Ellenbrook works well for young families prioritizing detached housing affordability and now-improved CBD access. With 89.4% detached homes, 57.1% four-plus bedrooms, and median mortgage repayments of $1,833/month consuming 22.9% of household income, it suits buyers priced out of inner Perth. The December 2024 Morley-Ellenbrook train line cut commute times by roughly 25 minutes versus the previous bus-only option.
What is the median house price in Ellenbrook?
Published median house price data is unreliable for Ellenbrook at the suburb level, but median monthly mortgage repayments of $1,833 imply typical loan balances around $400-450k at current rates, suggesting purchase prices in the high $500k to low $600k range. This sits below greater Perth's median and substantially under Sydney equivalents. Median weekly rent is $350.

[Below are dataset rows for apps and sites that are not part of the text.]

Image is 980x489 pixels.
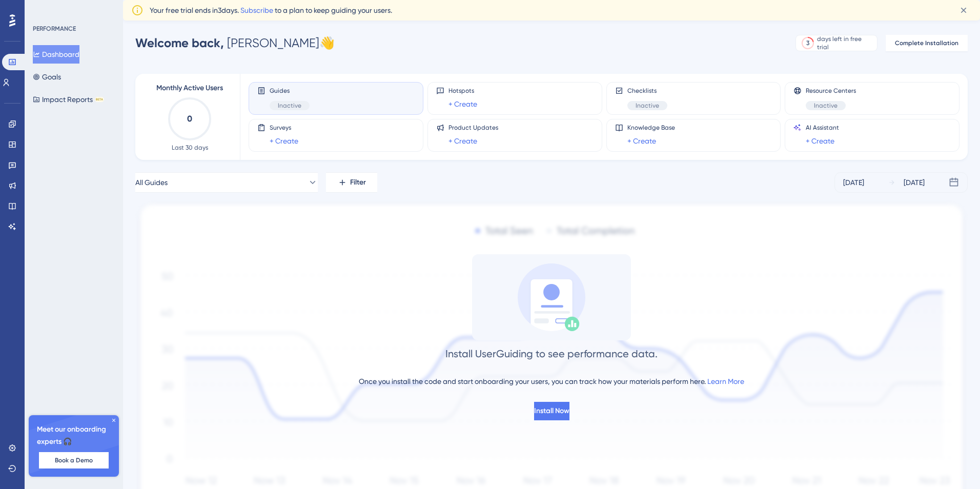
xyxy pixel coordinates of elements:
div: days left in free trial [817,35,874,51]
div: Once you install the code and start onboarding your users, you can track how your materials perfo... [359,375,745,387]
a: Learn More [707,377,745,385]
div: [DATE] [904,177,924,188]
text: 0 [187,114,192,123]
a: + Create [449,98,478,110]
span: Complete Installation [895,39,958,47]
button: Impact ReportsBETA [33,90,104,109]
span: Guides [269,86,309,94]
button: Book a Demo [39,452,109,468]
button: Dashboard [33,45,80,64]
span: Welcome back, [135,36,224,51]
a: + Create [628,135,656,147]
button: All Guides [135,172,318,192]
button: Filter [326,172,377,192]
span: Inactive [278,101,301,109]
span: Knowledge Base [628,123,675,132]
a: + Create [806,135,834,147]
button: Goals [33,68,61,86]
a: Subscribe [240,6,273,14]
button: Install Now [534,402,570,420]
div: [PERSON_NAME] 👋 [135,35,335,51]
span: Filter [350,177,366,188]
div: Install UserGuiding to see performance data. [445,346,657,361]
span: Resource Centers [806,86,856,94]
div: [DATE] [843,177,864,188]
span: Your free trial ends in 3 days. to a plan to keep guiding your users. [150,4,392,17]
span: Checklists [628,86,667,94]
div: BETA [95,97,104,102]
span: Hotspots [449,86,478,94]
a: + Create [449,135,478,147]
span: Install Now [534,404,570,417]
button: Complete Installation [885,35,968,51]
span: Product Updates [449,123,498,132]
span: Inactive [814,101,837,109]
span: Last 30 days [172,143,208,152]
span: All Guides [135,177,167,188]
span: AI Assistant [806,123,839,132]
span: Monthly Active Users [157,82,223,94]
span: Meet our onboarding experts 🎧 [37,424,111,448]
a: + Create [269,135,298,147]
span: Book a Demo [55,456,93,464]
div: PERFORMANCE [33,25,75,33]
span: Inactive [636,101,659,109]
div: 3 [806,39,809,47]
span: Surveys [269,123,298,132]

What schools are in Ellenbrook?
Ten schools serve the area. Ellenbrook Christian College (Independent, ICSEA 1050, 677 students) and Holy Cross College (Catholic, ICSEA 1040, 1,311 students) lead the ranks. Government options include Aveley Secondary College (ICSEA 980, 1,582 students), Ellenbrook Secondary College (ICSEA 968, 1,442 students), plus six primary schools with ICSEA scores between 954 and 980, slightly below the national mean of 1000 but standard for outer Perth corridors.
Is Ellenbrook safe?
WA Police do not publish locality-level crime rates with the granularity available in other states, so a per-1,000 figure cannot be cited here. Indirect indicators give mixed signals: IRSAD ranks the suburb in decile 3 (below state median for advantage), but mortgage and rent stress flags are both negative, with rent-to-income at 19% and mortgage-to-income at 22.9%, well under the 30% stress threshold associated with elevated property crime.
Is Ellenbrook good for property investment?

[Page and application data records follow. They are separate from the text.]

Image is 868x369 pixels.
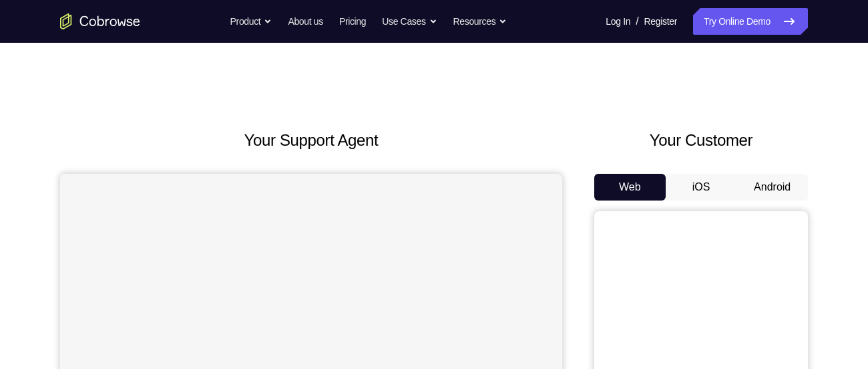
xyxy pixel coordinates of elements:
[666,173,737,200] button: iOS
[736,173,808,200] button: Android
[606,8,631,35] a: Log In
[594,129,808,152] h2: Your Customer
[340,8,366,35] a: Pricing
[60,14,140,29] a: Go to the home page
[594,173,666,200] button: Web
[694,8,808,35] a: Try Online Demo
[636,14,639,29] span: /
[288,8,322,35] a: About us
[230,8,273,35] button: Product
[60,129,562,152] h2: Your Support Agent
[382,8,436,35] button: Use Cases
[644,8,677,35] a: Register
[454,8,508,35] button: Resources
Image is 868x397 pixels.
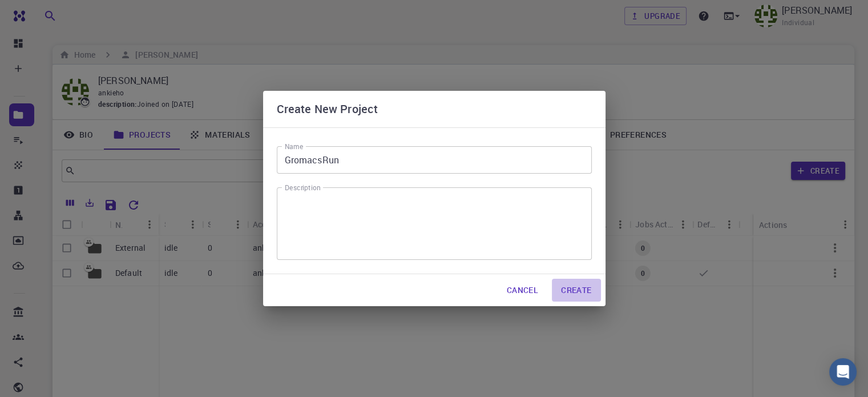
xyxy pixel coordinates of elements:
[285,142,303,152] label: Name
[285,183,321,192] label: Description
[829,358,857,386] div: Open Intercom Messenger
[23,8,64,18] span: Support
[497,279,547,301] button: Cancel
[277,100,378,118] h6: Create New Project
[552,279,600,301] button: Create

The investment case relies on capital growth from the 2024 rail revaluation rather than yield. Vacancy sits at 5.9%, materially higher than Perth's sub-1% benchmark, and rent growth ran negative 2.8% over the recent comparison period, below the broader 14% Perth surge. With only 6 development applications in 12 months and rental share at 25.2% versus the national 30.6%, the tenant pool is narrow and competition for tenants is real.

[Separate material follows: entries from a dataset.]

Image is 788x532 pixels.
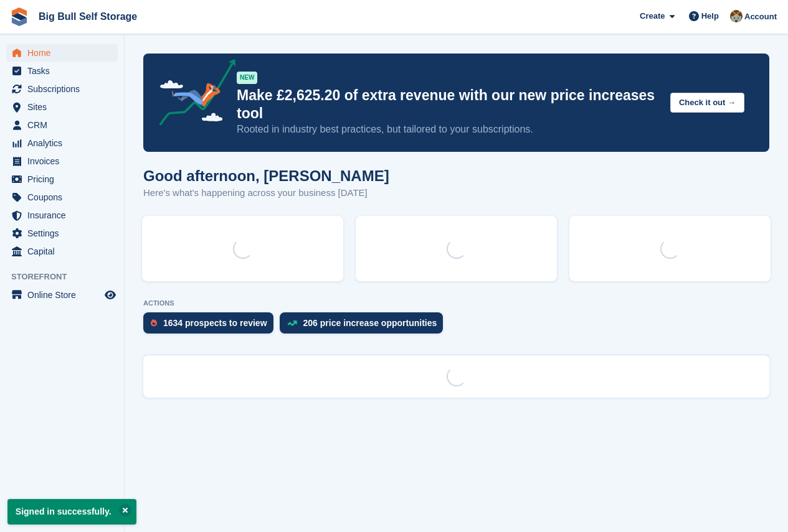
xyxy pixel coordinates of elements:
img: stora-icon-8386f47178a22dfd0bd8f6a31ec36ba5ce8667c1dd55bd0f319d3a0aa187defe.svg [10,7,29,26]
img: price_increase_opportunities-93ffe204e8149a01c8c9dc8f82e8f89637d9d84a8eef4429ea346261dce0b2c0.svg [287,321,297,326]
img: Mike Llewellen Palmer [729,10,742,22]
p: Rooted in industry best practices, but tailored to your subscriptions. [237,123,660,136]
a: menu [7,80,118,97]
a: Big Bull Self Storage [34,7,142,26]
p: Signed in successfully. [7,499,136,525]
a: 206 price increase opportunities [280,313,450,340]
a: menu [7,116,118,134]
span: Help [701,10,719,22]
a: menu [7,224,118,242]
span: Capital [27,242,102,260]
a: menu [7,98,118,115]
p: ACTIONS [144,299,769,308]
span: Subscriptions [27,80,102,97]
h1: Good afternoon, [PERSON_NAME] [144,167,389,184]
span: Create [639,10,664,22]
span: Sites [27,98,102,115]
span: Analytics [27,134,102,152]
a: menu [7,62,118,80]
span: Tasks [27,62,102,80]
p: Here's what's happening across your business [DATE] [144,186,389,200]
a: menu [7,153,118,170]
div: 206 price increase opportunities [303,318,437,328]
a: menu [7,134,118,152]
div: NEW [237,72,257,84]
span: Online Store [27,286,102,304]
span: Insurance [27,207,102,224]
a: Preview store [103,288,118,303]
a: 1634 prospects to review [144,313,280,340]
span: Invoices [27,153,102,170]
a: menu [7,242,118,260]
div: 1634 prospects to review [163,318,267,328]
img: prospect-51fa495bee0391a8d652442698ab0144808aea92771e9ea1ae160a38d050c398.svg [151,319,157,327]
a: menu [7,286,118,304]
span: CRM [27,116,102,134]
img: price-adjustments-announcement-icon-8257ccfd72463d97f412b2fc003d46551f7dbcb40ab6d574587a9cd5c0d94... [149,59,236,130]
a: menu [7,45,118,62]
a: menu [7,207,118,224]
span: Account [744,11,776,23]
span: Storefront [12,271,124,283]
button: Check it out → [670,92,744,113]
span: Settings [27,224,102,242]
a: menu [7,171,118,188]
span: Home [27,45,102,62]
a: menu [7,189,118,206]
span: Coupons [27,189,102,206]
span: Pricing [27,171,102,188]
p: Make £2,625.20 of extra revenue with our new price increases tool [237,87,660,123]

How is Ellenbrook's population changing?
Population reached 24,668 after growing 27.1% over the past decade, and the medium-trend forecast adds another 2,613 residents by 2031 at 2.39% annual growth. Migration is balanced with +180 net internal and +216 net overseas arrivals annually. The senior share rose 4.3 points while working-age share fell 1.0 points, an aging trajectory typical of master-planned communities a decade past their launch peak.
What languages are spoken in Ellenbrook?
English ancestry leads with 9,134 residents, but 33.5% of the suburb was born overseas, 11.9 percentage points above the national average. The top non-English languages spoken are Punjabi (301 speakers), Arabic (148), Afrikaans (119), Hindi (90), and Gujarati (69), reflecting a South African and Indian-origin migrant profile distinct from the East Asian pattern seen in eastern-state corridor suburbs.
How to read these comparisons
Phrases like "above the national average" reference the unweighted median across Australian suburbs with more than 1,000 residents, not population-weighted national figures. Suburb-level medians are more useful for ranking suburbs against each other; ABS census headlines are population-weighted (so dominated by Sydney and Melbourne) and can read very differently.
Current baseline (refreshed 2026-05-10): median age 40, university-educated 30.1%, born overseas 21.6%, average household size 2.5 people.
Data sources: ABS 2021 Census (demographics, income, tenure), state Valuer-General (house prices), Department of Jobs SALM (unemployment), ACARA (school ICSEA), state Crime Statistics agencies (offences), council DA portals (development applications). Population forecasts use a Hamilton-Perry cohort model calibrated to ABS ERP.